Rumpel's Prize (Kingdom, #8)

“Aye, master.” She hung her head, twisting her fingers together.

“Yes.” He scrubbed his jaw, pacing back and forth as he fairly burst with excitement. “Yes, that will do, Dalia. You may leave now.”

“But, sir…” Squeezing her eyes shut, she thinned her lips before saying, “Perhaps what she saw isn’t a foretelling at all of why she was brought here. Perhaps the bowl is saying something else.”

“You may go,” he said again, quietly but with command.

And when she faded and the scent of her sulfur was gone, Rumpel went to see Euralis.

The torches flared to life the moment he stepped through. The bird gazed at him from behind its steel cage.

“Boy,” he whispered, noting the molted feathers littering the bottom of the cage. The bird was covered in sores, some of them scabbed, most of them wet and raw-looking.

Euralis did not shift as he normally would.

Looking around, he noticed the floors had been recently scrubbed, but he smelled no blood, saw no gristle hanging from the bird’s beak.

“Have you fed, child?”

The bird cocked its head. Apart from the sores and the fallen feathers, he looked robust. Rumpel had fed him every morning, but if it was true what Giles said, that he would no longer eat unless from Rumpel’s own hand, he figured he’d need to increase his feedings to include the night as well.

Calling forth a large hunk of raw pork, he slipped it through the cage. Euralis exhibited slight curiosity and pecked at it a few times, but the boy did not change and he did not eat.

“She has seen a vision and I can only hope that her vision is ours. I will fix this, Euralis, I vow it.”

The bird cocked its head and then turned around.

With a heavy, suddenly burdened heart Rumpel turned back for his room. Why could the world not just be black and white, why must there always be shades of gray to muck it all up?




His tongue was wet and hot, lapping between her thighs and filling Shayera with a coiling kind of heat that made her feel ready to combust.

Moaning, she fisted the sheets in her hand, arching her back as her fingers joined in. He played her body like a maestro, plucking at the very strings of her soul and making her sing in praise.

“Cry out my name,” he demanded and she was slave to his every whim.

“Rumpel,” she moaned, rubbing her finger faster against her sensitive center.

“Again,” he shouted, suckling her now, pulling her nub into his mouth and making her scream in agony and pleasure.

“Rumpel! Rumpel! Rumpel!”

Jerking, she gasped, clutched at her chest, and stared at the ceiling as her heart raced and her skin glistened with a sheen of sweat. The room was dark, the flame in the hearth low, and she was all alone.

It’d been a dream.

The heat of shame traveled up her neck and then settled in her cheeks. Who all had heard her scream that way? Her energy spiked through the room, leaked from her pores. Rumpel had awakened her and now she didn’t know how to contain it, her need for him. For his touch.

Mouth pulling down, horribly embarrassed that the man himself might have heard her, she rolled over and shoved her face into the fluffy down pillow. A hot, pitiful tear leaked from the corner of her left eye.

This was misery and in that moment she hated that she’d ever allowed him to touch her. Grabbing a pillow, she hugged it to her chest and pretended it was Briley, cooing to it and rocking, rubbing her fingers along the top of it, and finally, finally she was able to fall back asleep.

Three weeks had passed since that night and every night the dreams came, each night more potent and real than the one before. In the mornings, she was exhausted and loathe to even leave her room.

“C’mon, miss, it’s a fair, fine morning. The birds are out and the world smells of sunshine. Won’t you go outside? Please?” Dalia threaded her fingers together.

Gripping the bedpost, forehead pressed against the cool wood, she moaned. “No. I don’t feel well.”

Suddenly the curtains were flung wide and the sun poured through the room. Dalia was framed by sunlight and wearing a glower. “You don’t feel good because ye keep yourself locked away in this room like it’s a tower. You don’t read, you don’t eat, ye barely even wash yourself. ’Tis a crime!” Her voice grew shrill at the end. “Up, up, up, and I won’t be hearing another word about it.”

Hissing, Shayera narrowed her eyes, but the beautiful demone was not to be cowed.

She lifted a thin, ebony brow and shook her head. “Ye are forgetting who I work for, miss. Now, I order ye to bathe, to get to the garden, and to do your damn best to impress Rumpel.”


The answer should be one number only, namely how many lines of the records hold the word "Time".
Start of SOURCE DATA
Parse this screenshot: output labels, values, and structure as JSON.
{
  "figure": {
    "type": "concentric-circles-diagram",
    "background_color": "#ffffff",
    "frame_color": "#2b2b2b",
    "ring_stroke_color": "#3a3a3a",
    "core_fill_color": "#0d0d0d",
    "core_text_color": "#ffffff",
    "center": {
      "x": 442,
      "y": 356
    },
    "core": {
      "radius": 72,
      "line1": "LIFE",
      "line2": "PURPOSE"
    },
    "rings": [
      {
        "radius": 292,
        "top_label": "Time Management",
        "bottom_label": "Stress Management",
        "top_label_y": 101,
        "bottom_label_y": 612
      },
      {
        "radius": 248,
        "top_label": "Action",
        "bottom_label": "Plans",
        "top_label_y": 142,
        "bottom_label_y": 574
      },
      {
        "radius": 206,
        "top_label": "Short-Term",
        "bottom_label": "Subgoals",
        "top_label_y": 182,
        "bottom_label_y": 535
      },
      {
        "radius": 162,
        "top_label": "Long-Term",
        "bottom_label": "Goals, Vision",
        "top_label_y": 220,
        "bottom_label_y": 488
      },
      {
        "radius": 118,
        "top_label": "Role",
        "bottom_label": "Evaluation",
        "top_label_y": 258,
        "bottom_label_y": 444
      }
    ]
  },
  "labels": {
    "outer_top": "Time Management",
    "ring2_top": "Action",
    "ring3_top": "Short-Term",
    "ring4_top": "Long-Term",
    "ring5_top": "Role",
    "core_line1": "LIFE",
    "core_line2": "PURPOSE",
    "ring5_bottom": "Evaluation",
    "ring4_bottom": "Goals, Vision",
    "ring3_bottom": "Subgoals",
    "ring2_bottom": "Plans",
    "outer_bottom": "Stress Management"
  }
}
End of SOURCE DATA
*RESPONSE TO THIS EXERCISE*: 2